Web request → SQS queue: "image-resize-jobs"
           → Worker 1 (processes job, deletes message)
           → Worker 2 (processes job, deletes message)  
           → Worker 3 (scales up during traffic spike)
           → DLQ (failed jobs after 3 attempts)

Auto-scaling group adds workers when queue depth > 100.

Hybrid (Kafka + SQS):

Common production pattern:
Events → Kafka (streaming, replay, analytics)
       → Kafka consumer → SQS (work distribution to Lambda)
                       → Lambda workers (serverless processing)

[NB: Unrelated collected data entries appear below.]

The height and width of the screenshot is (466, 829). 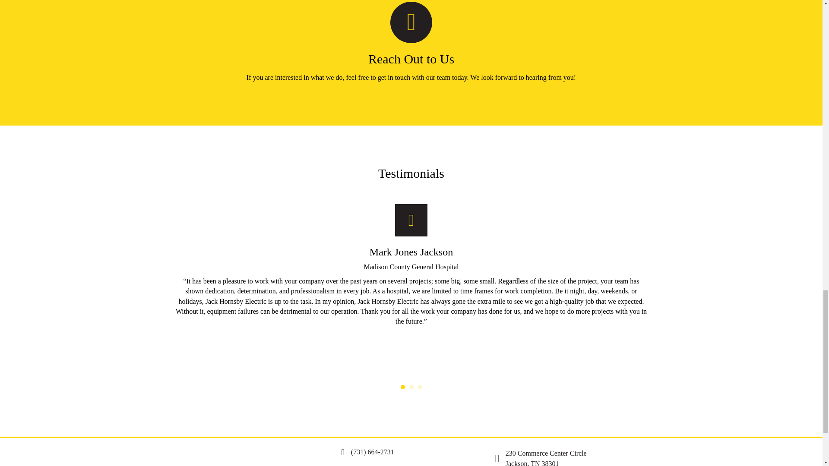 What do you see at coordinates (402, 387) in the screenshot?
I see `1` at bounding box center [402, 387].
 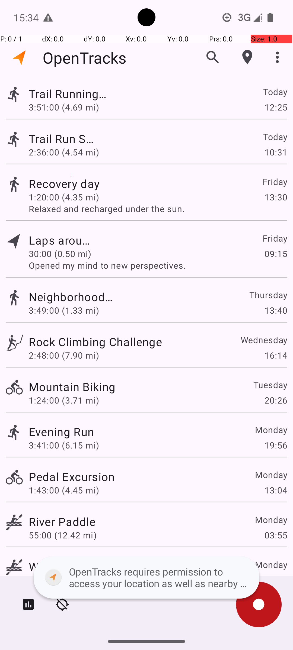 What do you see at coordinates (63, 254) in the screenshot?
I see `30:00 (0.50 mi)` at bounding box center [63, 254].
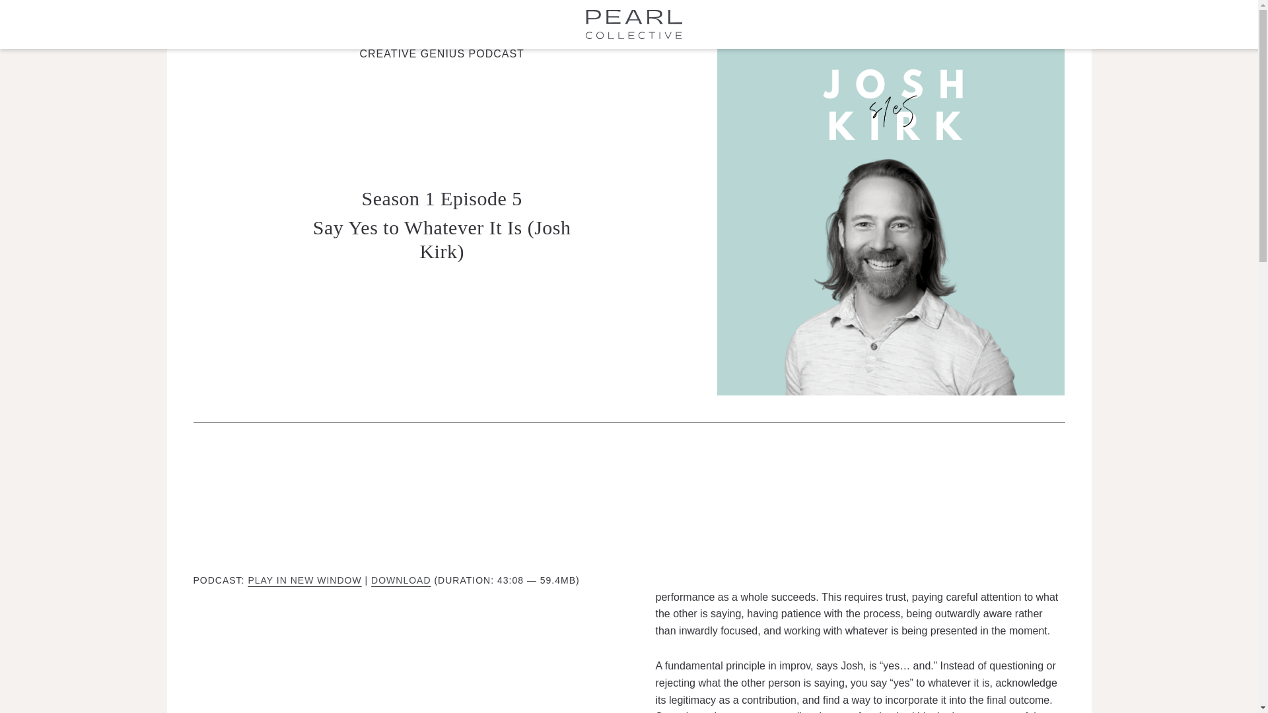  I want to click on PLAY IN NEW WINDOW, so click(304, 580).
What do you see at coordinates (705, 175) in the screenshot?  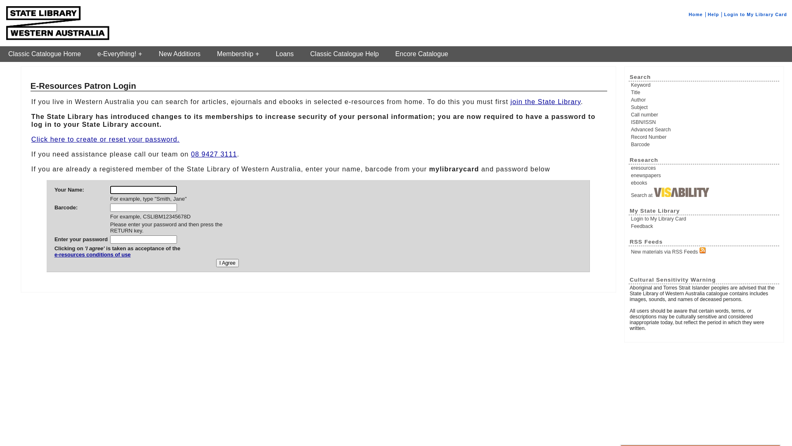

Kafka for the event backbone.
SQS for distributing specific work to serverless.

Managed Kafka Options

If you want Kafka without infrastructure management:

OptionProviderCostNotes
Confluent CloudConfluent$0.08/GB + computeMost features, best managed experience
Amazon MSKAWSEC2 + storage costNative AWS integration
Redpanda CloudRedpandaKafka-compatible, lower overheadSimpler, faster than Kafka
Aiven for KafkaAivenManaged, multi-cloudGood for multi-cloud

When to Choose Each

Choose Kafka:

  • Event streaming with multiple consumer types
  • Need to replay historical events (audit, new service catchup)
  • High throughput: millions of events/day
  • Event-driven microservices architecture
  • Log aggregation (application logs, clickstream, metrics)
  • Change data capture (CDC) from databases

Choose SQS:

  • Simple background job queues (email sending, image processing)
  • AWS Lambda triggers (native integration)
  • Low-to-medium volume task distribution
  • At-most-once or at-least-once delivery without replay needs
  • Teams who want zero infrastructure operations
  • Cost-sensitive workloads at moderate volume

Bottom Line

Kafka and SQS are not direct competitors — they solve different problems. The key question: do you need a queue (task distribution, consumed and gone) or a log (streaming, replay, multiple readers)? SQS is the right queue for most task distribution needs in AWS. Kafka is the right log for event streaming, event-driven architecture, and any workload where replay or multiple independent consumers matter. Using Kafka as a simple task queue adds unnecessary complexity. Using SQS for event streaming creates painful limitations. Know which problem you’re solving.